Two Cultures, One Family, a group exhibition curated by Dr. Erika Abad at the Marjorie Barrick Museum in Las Vegas, constitutes a cross-cultural call and response.
Two Cultures, One Family: Building Family, Finding Home
August 30, 2022–January 28, 2023
Marjorie Barrick Museum of Art, Las Vegas
Often in recollection, we find the facility of self. Resting My Eyes (2021), a painting of her sleeping grandfather at a family function by Q’Shaundra James becomes a window into patrilineal intimacy: “I had forgotten about those moments. As I painted, I could recall how his hair felt like feathers sweeping between my fingers.”
Devoted avenues into identity are on display in Two Cultures, One Family: Building Family, Finding Home, a group exhibition curated by Dr. Erika Abad, hosted by the Marjorie Barrick Museum of Art, and supported by the Weaving Our Cultures Arts Festival.
Dr. Abad presents us with an ethnographic cultural dialectic centering around family, identity, and gender. To break the exhibition down is to make an annotation of a cross-cultural call and response, each work interpolating with the rest at acute and dazzling angles. For instance, James’s Resting my Eyes knots gently with Abayomi Brownfield’s Acts of Unearthing (2021) and The Water Carries Us (2021), triple depictions of Black life in its most tender, unseen aspects.
Matrilineal legacy is key to this exhibition’s pedagogy. Upon entry on either side of the exhibition space, we are presented with photos of the curator’s mother and grandmother posing with their daughters. This carries into works like Earth Tattoo #1 (2021) by Gabriela Muñoz whose grounding depiction of three generations of women ripples with stunning symbolism. We find these ties again in three textile works by sisters Las Hermanas Iglesias and their mother, Bodhild, pieces physically knit together by family. Justin Favela’s Cubre-lavador (2018) sheds similar light on the grandmother-grandson relationship.
The undercurrent of personal and generational trauma and the process of healing through creative practice serves as an equally relevant connector. Lyssa Park’s Art Will Be A Good Hobby To Have When Your Kids Are At School (Snake Skin Dress) (2021) plays sly counter note. With Fawn Douglas’s powerful Genocide (2020) we are confronted by America’s painful reproductive legacy. Extraordinary Pregnancies (2010) by Chris E. Vargas takes on anti-trans aggression, punctuated by Keeva Lough’s furious response to anti-trans legislation in Self-Portrait (Section 1557 Regulation) (2020). Two Cultures, One Family gazes unflinchingly at the entrails of culture, a kind of haruspicy to elucidate a kinder future.
The processes and practices this exhibition engages provide soft instruction on progress that has and can be made. Portraits of fractured femininity like Jean Munson’s zine Secrets My Mom Keeps (2020) or Xochil Xitlalli’s Skinbyrd Coyolxāuhqui (2020) lead the audience to empowering works of presence and protest like Rose B. Simpson’s Transformance (2021). There are many more intricate overlaps in Two Cultures, One Family, both delicate and devastating. It’s best viewed from different angles on multiple occasions to fully savor its complex nuanced messages.
Two Cultures, One Family: Building Family, Finding Home is on view until January 28, 2023 at the Marjorie Barrick Museum of Art on the campus of the University of Nevada, Las Vegas, at 4505 S Maryland Pkwy, Las Vegas, Nevada.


Work to complete: Write out the entries below exactly, starting at the first line and stopping after the line that contains "Task: Click on the div: Payroll"; skip all pictures.

+++ Given data

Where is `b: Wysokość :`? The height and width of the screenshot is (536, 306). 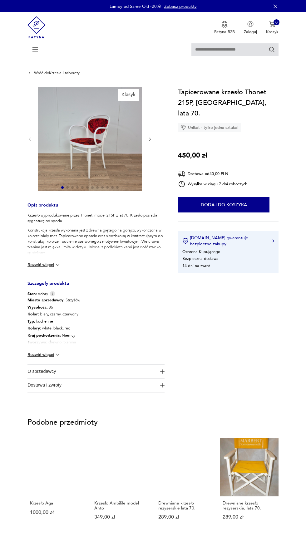
b: Wysokość : is located at coordinates (37, 308).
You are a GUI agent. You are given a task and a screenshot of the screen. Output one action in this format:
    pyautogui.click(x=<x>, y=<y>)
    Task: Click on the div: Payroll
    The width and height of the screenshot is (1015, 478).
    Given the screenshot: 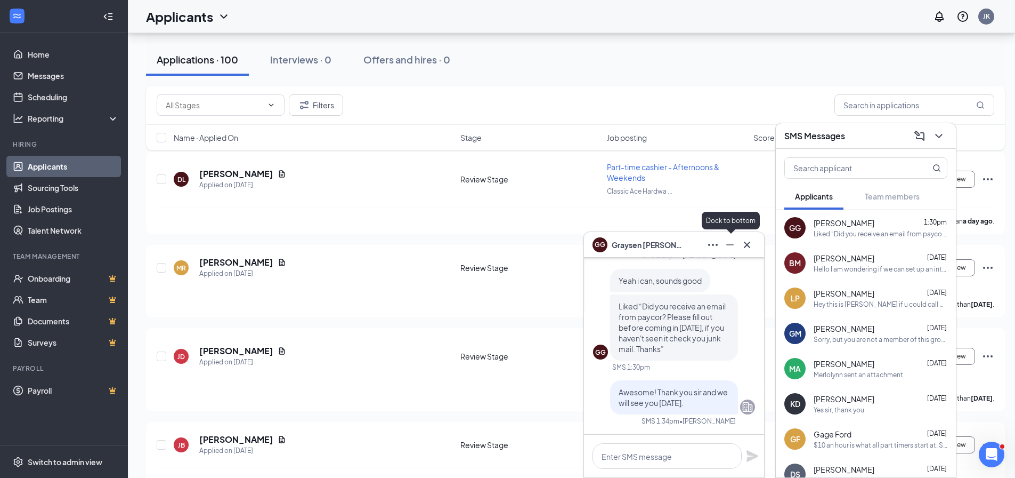 What is the action you would take?
    pyautogui.click(x=64, y=368)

++++++

Exercise response:
Where is `b: Wysokość :`? The height and width of the screenshot is (536, 306). 
b: Wysokość : is located at coordinates (37, 308).
You are a GUI agent. You are given a task and a screenshot of the screen. Output one action in this format:
    pyautogui.click(x=<x>, y=<y>)
    Task: Click on the div: Payroll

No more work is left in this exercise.